Andi Hajramurni, The Jakarta Post, Makassar
Lake Tempe in South Sulawesi was once called the "fish bowl of Indonesia". Today, as a result of chronic sedimentation caused by erosion and water plants, fishing is drying up.
The sediment piles on at a rate of five centimeters per year, causing the lake to shrink away in the dry season and overflow in the wet season.
Three regencies border the lake -- Wajo, Soppeng and Sidenreng Rappang. Wajo, in particular, is at risk from seasonal floods which threaten thousands of private and public buildings.
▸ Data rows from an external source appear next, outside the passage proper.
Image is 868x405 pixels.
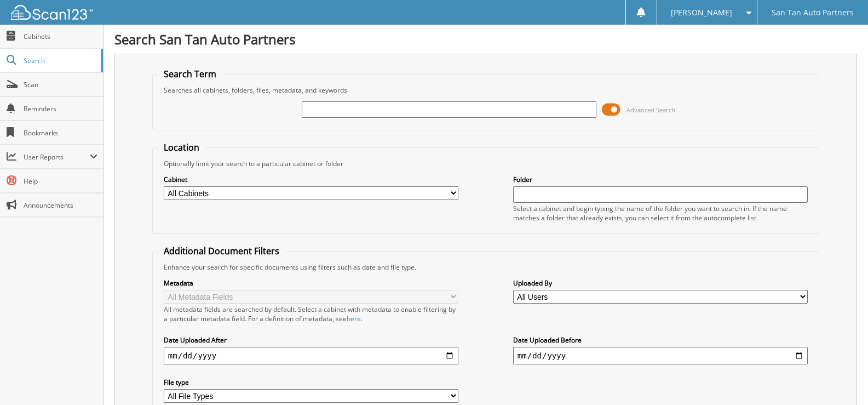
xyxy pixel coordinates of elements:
input: end [513,347,808,364]
span: Cabinets [24,32,98,41]
label: Metadata [164,278,458,288]
span: [PERSON_NAME] [671,9,732,16]
label: Cabinet [164,175,458,184]
label: Folder [513,175,808,184]
img: scan123-logo-white.svg [11,5,93,20]
span: User Reports [24,152,90,162]
div: All metadata fields are searched by default. Select a cabinet with metadata to enable filtering b... [164,304,458,323]
span: Announcements [24,200,98,210]
span: Bookmarks [24,128,98,138]
label: Date Uploaded After [164,335,458,345]
label: Date Uploaded Before [513,335,808,345]
label: Uploaded By [513,278,808,288]
div: Select a cabinet and begin typing the name of the folder you want to search in. If the name match... [513,204,808,223]
div: Searches all cabinets, folders, files, metadata, and keywords [158,85,813,95]
div: Optionally limit your search to a particular cabinet or folder [158,159,813,168]
legend: Search Term [158,68,222,80]
span: Advanced Search [626,106,675,114]
input: start [164,347,458,364]
legend: Location [158,141,205,153]
span: Search [24,56,96,65]
h1: Search San Tan Auto Partners [114,30,857,48]
a: here [347,314,361,323]
legend: Additional Document Filters [158,245,285,257]
span: Help [24,177,98,186]
div: Enhance your search for specific documents using filters such as date and file type. [158,263,813,272]
span: Scan [24,80,98,89]
label: File type [164,378,458,387]
span: Reminders [24,104,98,113]
span: San Tan Auto Partners [772,9,854,16]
Once the lake was 30,000 hectares in area and 10,000 meters deep. Now, Tempe is never larger than 10,000 hectares and shrinks to 1,000 hectares with a maximum depth of two meters in the dry season.
The Wajo regency administration and several environmental organizations say the lake may remain only a memory in future years.
Nine rivers flow into the lake and sedimentation is attributed to upstream erosion. The condition is worsened by household waste and the rampant growth of water hyacinth, called eceng gondok.
Wajo environmental agency head Andi Tenri Lengka explained the Eceng gondok speeds up sedimentation because dead plants accumulate under water instead of rotting. They choke the lake during rainy season and are still there when it dries out.
While eceng gondok is sometimes suitable for handicrafts, the Tempe variety is not, Lengka said.
Tempe's receding shoreline bodes ill for fish including bungo, biawang and bete-bete. A handful of other species are hanging on.
In the 1960s, Lengka said, the lake produced some 50,000 of fish per year, which helped feed the country's prison population. Today only about 10,000 tons are caught annually.
"We could catch a lot of fish easily (even) during the dry season, several years ago. Now, it is not easy to find them," said Wahid, a fisherman.
Most local fishermen have had to start farming when the lake dries up, sowing corn and soya beans on the lake bottom.
Lengka said he welcomed solutions to the environmental disaster from whatever quarter.
Wajo administration mitigation efforts include excavation of Cenrenae River and attempts to channel rainy season overflows into smaller lakes and rivers in the Tempe drainage.
Lengka said the administration needed Rp 43 billion (US$4.70 million) to implement its programs and hoped the province and central government would help.